Five Myths About China (That I’m Sorry I Helped Spread)

By EVAN OSNOS May 18, 2014

On a single day this spring – April 30, though it could be any – readers scanning the news on China had reason to be baffled: They learned that China is poised to vault past the United States on a measure of economic dominance, five years sooner than expected (unless it isn’t). They also learned that China is at risk of a grave economic slump, if property prices continue to sink. They learned that world-classgenetic researchers in Shanghai, flush with far-sighted government investment, have collaborated to produce new insight into aging cells. And, lastly, they learned that a Chinese journalist has vanished into detention for daring to acknowledge a date on the calendar that censors consider taboo: the 25th anniversary of the crackdown at Tiananmen Square on June 4.

Continue reading

Dangerous memories of Tiananmen Square

 

AP954684328277

Ng Han Guan/AP – Chen Guang, a former People’s Liberation Army soldier turned Beijing-based artist, has been in police detention since May 7.

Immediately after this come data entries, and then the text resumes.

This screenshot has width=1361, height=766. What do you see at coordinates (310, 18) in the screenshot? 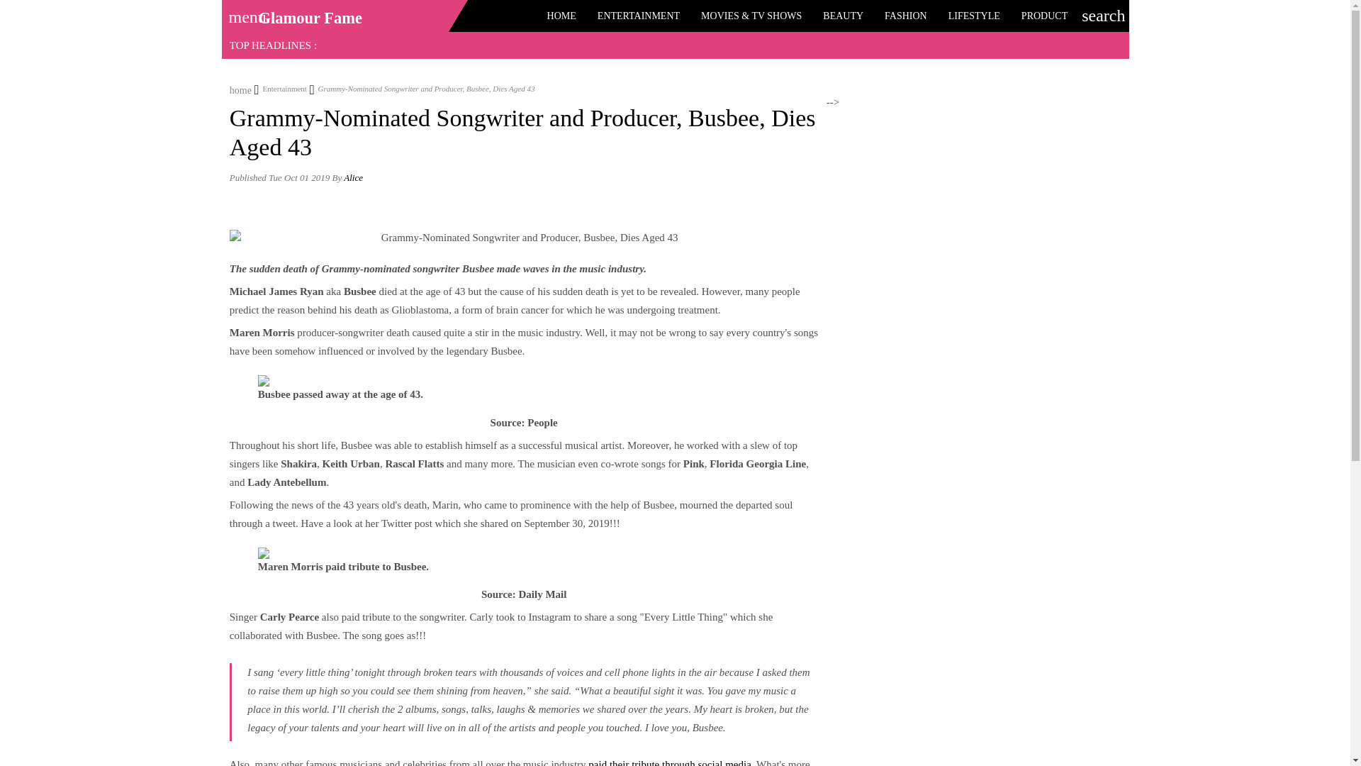
I see `Glamour Fame` at bounding box center [310, 18].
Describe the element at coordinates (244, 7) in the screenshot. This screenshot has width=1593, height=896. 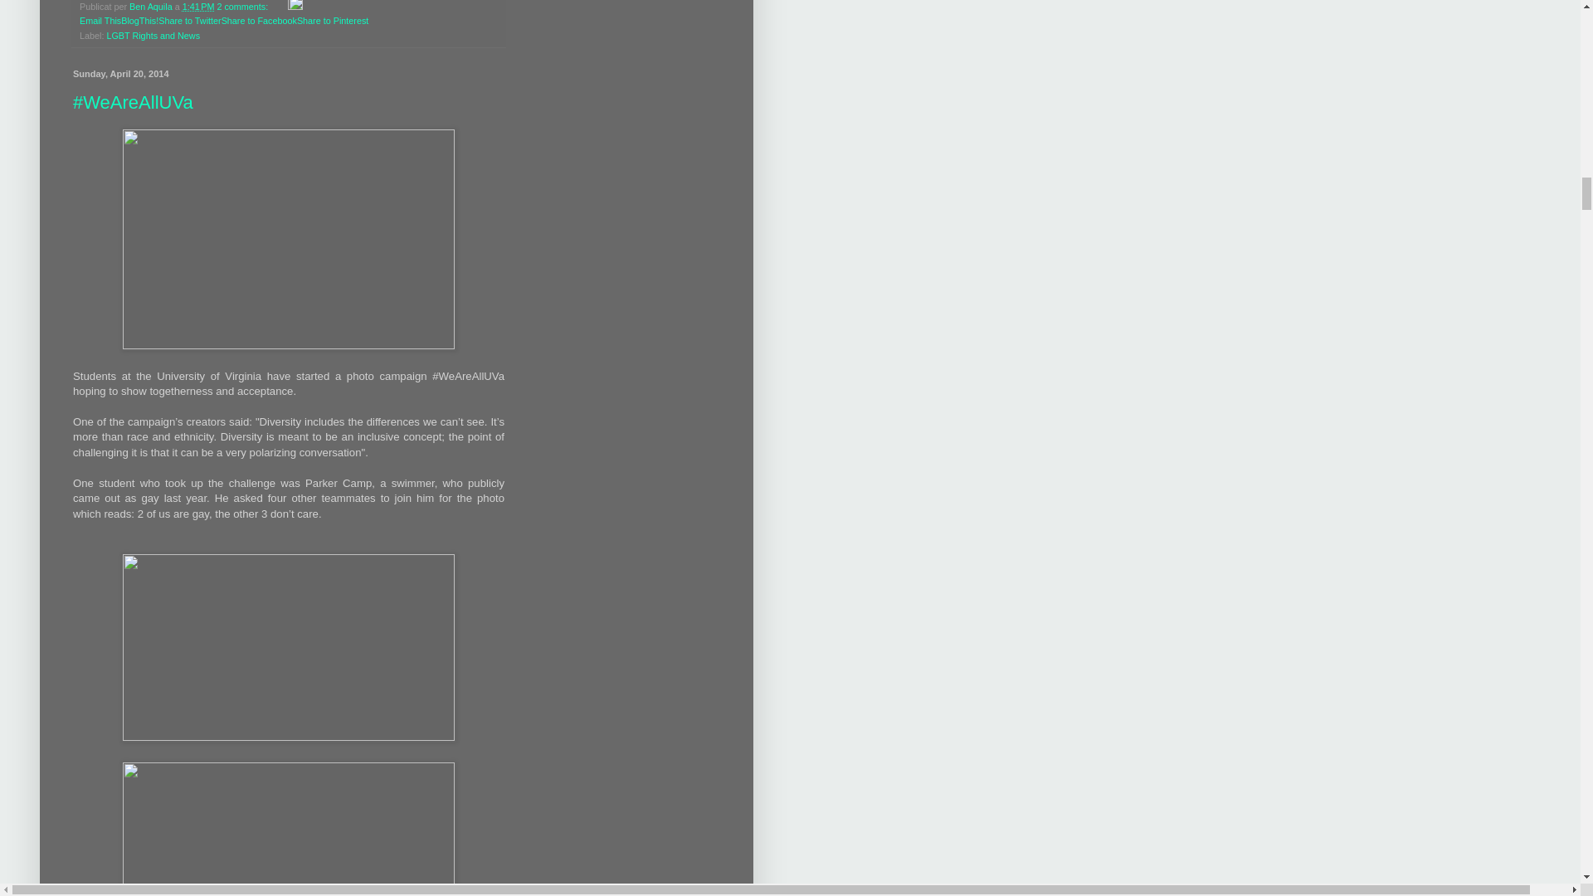
I see `2 comments:` at that location.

By Louisa Lim, Published: May 16

Louisa Lim is an NPR correspondent and the author of “The People’s Republic of Amnesia: Tiananmen Revisited,” which will be published June 4.

Continue reading

Tiananmen Massacre 25th anniversary: how Chinese triads enabled the Great Escape

Ahead of the 25th anniversary of the Tiananmen massacre, a Hong Kong triad speaks fully for the first time about how he smuggled 133 students and intellectuals out of the clutches of the Communist party

By Malcolm Moore, Hong Kong5:00AM BST 18 May 2014

Brother Six had the fastest speedboats in Hong Kong, rigged with four outboard engines to outrun the police on both sides of the border.

Continue reading

How Chinese officials ‘like’ banned Facebook

By Felicia Sonmez | AFP News – Sun, May 18, 2014

China’s Communist authorities ban their own people from accessing major global social media sites including Facebook, Twitter, YouTube and more. But when it comes to self-promotion they are increasingly keen users themselvesView Photo

f06ebac8705108fc675b787824a1cdba69d753f5

Continue reading

New York Times: China’s Censored World

By EVAN OSNOS MAY 2, 2014

04osnos-master675
Credit Eric Hu

Continue reading

William Worthy, a Reporter Drawn to Forbidden Datelines, Dies at 92

By MARGALIT FOXMAY 17, 2014

William Worthy, a foreign correspondent who in the thick of the Cold War ventured where the United States did not want him to go — including the Soviet Union, China, Cuba — and became the subject of both a landmark federal case concerning travel rights and a ballad by the protest singer Phil Ochs, died on May 4 in Brewster, Mass. He was 92.

Continue reading

Tiananmen Square protest museum opens in Hong Kong

 

_74436703_74436702

The events in Tiananmen square remain a taboo in Chinese society

The world’s first museum dedicated to the 1989 pro-democracy protests in Beijing’s Tiananmen Square has opened in Hong Kong.

Continue reading

A Peculiar Phrase Finds a Home in China-Frustration at ‘Catch-22’s’ are a common part of life here.

BY HELEN GAO MAY 13, 2014

BEIJING — For those Chinese who have carried their tales of woe for hundreds of miles and suffered numerous bureaucratic setbacks, this seems like mockery. On April 23, China passed a new law banning petitioners from taking grievances to the central government without first trying to resolve them with local officials, even though the petitioning system, which dates back to imperial times, is supposed to allow individuals to appeal directly to higher authorities when they bump up against local bureaucracy. This latest restriction, with the ostensible goal of “streamlining the petitioning system,” all but extinguishes the last hope for many desperate for a sympathetic ear from above. In fact, the petitioning system is blinkered enough that Wang Lin, a law professor at Hainan University, called it a judicial “Catch-22” in a September 2011 essay published in popular newspaper Southern Metropolis Daily.